Page 10 of 28

PA21.1-6 | Blood Components & Clinical Uses — Summary & Reflection

REFLECT

Consider a rural district hospital with limited blood bank infrastructure — they can only store one type of blood component. Which single component would you prioritise stocking, and why? How would your answer change if the primary case-mix were (a) obstetric haemorrhage, (b) dengue with thrombocytopenia, or (c) warfarin-poisoning patients? Discuss with a classmate and note your reasoning — there is no single correct answer, but good clinical reasoning will balance oxygen-carrying capacity, platelet needs, and coagulation support.

KEY TAKEAWAYS

Key takeaways from this module:

  1. Component therapy over whole blood — one donation treats up to four patients; reduces TACO; allows optimised storage per component.
  1. PRBC — storage 2–6°C, 42 days; 1 unit raises Hb ~1 g/dL; transfuse for symptomatic anaemia or acute haemorrhagic loss.
  1. Platelet concentrate — storage 20–24°C with agitation, only 5 days; prophylactic threshold <10,000/µL; apheresis reduces donor exposure.
  1. FFP — frozen within 8 h; −18°C for 12 months; used for multiple factor deficiencies, DIC, warfarin reversal, and as replacement fluid in TTP plasma exchange.
  1. Cryoprecipitate — concentrated fibrinogen + Factor VIII + vWF + Factor XIII; preferred for hypofibrinogenaemia over FFP (volume advantage).
  1. Massive transfusion complications: citrate toxicity/hypocalcaemia, hyperkalaemia, hypothermia, dilutional coagulopathy, metabolic acidosis. Use 1:1:1 ratio and blood warmers.
  1. Leukoreduction prevents FNHTR, HLA alloimmunisation, CMV transmission. Irradiation prevents TA-GvHD in immunocompromised patients.
  1. Cross-link to H10 (Bleeding Disorders): FFP and cryoprecipitate bridge to factor deficiency management; factor concentrates now preferred for haemophilia.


* _WHAT IS EXPECTED_
Exactly as they appear, copy the lines from the one holding "Serialize everything readable" through the end of the records, leaving pictures out.

Dataset entries on figures:
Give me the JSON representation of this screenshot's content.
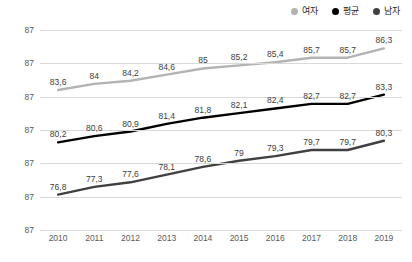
{
  "legend": {
    "position": "top-right",
    "items": [
      {
        "label": "여자",
        "color": "#b3b3b3",
        "marker": "legend-dot-icon"
      },
      {
        "label": "평균",
        "color": "#000000",
        "marker": "legend-dot-icon"
      },
      {
        "label": "남자",
        "color": "#404040",
        "marker": "legend-dot-icon"
      }
    ]
  },
  "yaxis": {
    "tick_labels": [
      "87",
      "87",
      "87",
      "87",
      "87",
      "87",
      "87"
    ]
  },
  "chart_data": {
    "type": "line",
    "title": "",
    "subtitle": "",
    "xlabel": "",
    "ylabel": "",
    "grid": true,
    "legend_position": "top-right",
    "categories": [
      "2010",
      "2011",
      "2012",
      "2013",
      "2014",
      "2015",
      "2016",
      "2017",
      "2018",
      "2019"
    ],
    "x": [
      2010,
      2011,
      2012,
      2013,
      2014,
      2015,
      2016,
      2017,
      2018,
      2019
    ],
    "ylim": [
      74.5,
      87.5
    ],
    "yticks": [
      87,
      87,
      87,
      87,
      87,
      87,
      87
    ],
    "series": [
      {
        "name": "여자",
        "color": "#b3b3b3",
        "values": [
          83.6,
          84,
          84.2,
          84.6,
          85,
          85.2,
          85.4,
          85.7,
          85.7,
          86.3
        ],
        "labels": [
          "83,6",
          "84",
          "84,2",
          "84,6",
          "85",
          "85,2",
          "85,4",
          "85,7",
          "85,7",
          "86,3"
        ]
      },
      {
        "name": "평균",
        "color": "#000000",
        "values": [
          80.2,
          80.6,
          80.9,
          81.4,
          81.8,
          82.1,
          82.4,
          82.7,
          82.7,
          83.3
        ],
        "labels": [
          "80,2",
          "80,6",
          "80,9",
          "81,4",
          "81,8",
          "82,1",
          "82,4",
          "82,7",
          "82,7",
          "83,3"
        ]
      },
      {
        "name": "남자",
        "color": "#404040",
        "values": [
          76.8,
          77.3,
          77.6,
          78.1,
          78.6,
          79,
          79.3,
          79.7,
          79.7,
          80.3
        ],
        "labels": [
          "76,8",
          "77,3",
          "77,6",
          "78,1",
          "78,6",
          "79",
          "79,3",
          "79,7",
          "79,7",
          "80,3"
        ]
      }
    ]
  }
}
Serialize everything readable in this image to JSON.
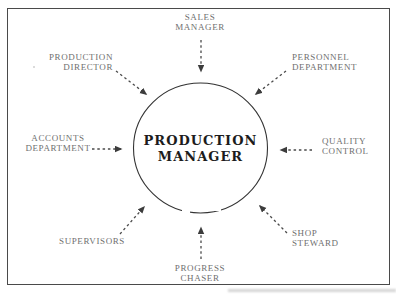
{
  "diagram": {
    "center": {
      "line1": "PRODUCTION",
      "line2": "MANAGER"
    },
    "nodes": [
      {
        "id": "sales-manager",
        "line1": "SALES",
        "line2": "MANAGER"
      },
      {
        "id": "production-director",
        "line1": "PRODUCTION",
        "line2": "DIRECTOR"
      },
      {
        "id": "personnel-department",
        "line1": "PERSONNEL",
        "line2": "DEPARTMENT"
      },
      {
        "id": "accounts-department",
        "line1": "ACCOUNTS",
        "line2": "DEPARTMENT"
      },
      {
        "id": "quality-control",
        "line1": "QUALITY",
        "line2": "CONTROL"
      },
      {
        "id": "supervisors",
        "line1": "SUPERVISORS",
        "line2": ""
      },
      {
        "id": "shop-steward",
        "line1": "SHOP",
        "line2": "STEWARD"
      },
      {
        "id": "progress-chaser",
        "line1": "PROGRESS",
        "line2": "CHASER"
      }
    ],
    "colors": {
      "background": "#ffffff",
      "frame_border": "#4a4a4a",
      "circle_stroke": "#333333",
      "arrow": "#4a4a4a",
      "label_text": "#6f6f6f",
      "center_text": "#1c1c1c"
    }
  }
}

* _EXERCISE OUTPUT_
Serialize everything readable in this image to JSON.
{
  "diagram": {
    "center": {
      "line1": "PRODUCTION",
      "line2": "MANAGER"
    },
    "nodes": [
      {
        "id": "sales-manager",
        "line1": "SALES",
        "line2": "MANAGER"
      },
      {
        "id": "production-director",
        "line1": "PRODUCTION",
        "line2": "DIRECTOR"
      },
      {
        "id": "personnel-department",
        "line1": "PERSONNEL",
        "line2": "DEPARTMENT"
      },
      {
        "id": "accounts-department",
        "line1": "ACCOUNTS",
        "line2": "DEPARTMENT"
      },
      {
        "id": "quality-control",
        "line1": "QUALITY",
        "line2": "CONTROL"
      },
      {
        "id": "supervisors",
        "line1": "SUPERVISORS",
        "line2": ""
      },
      {
        "id": "shop-steward",
        "line1": "SHOP",
        "line2": "STEWARD"
      },
      {
        "id": "progress-chaser",
        "line1": "PROGRESS",
        "line2": "CHASER"
      }
    ],
    "colors": {
      "background": "#ffffff",
      "frame_border": "#4a4a4a",
      "circle_stroke": "#333333",
      "arrow": "#4a4a4a",
      "label_text": "#6f6f6f",
      "center_text": "#1c1c1c"
    }
  }
}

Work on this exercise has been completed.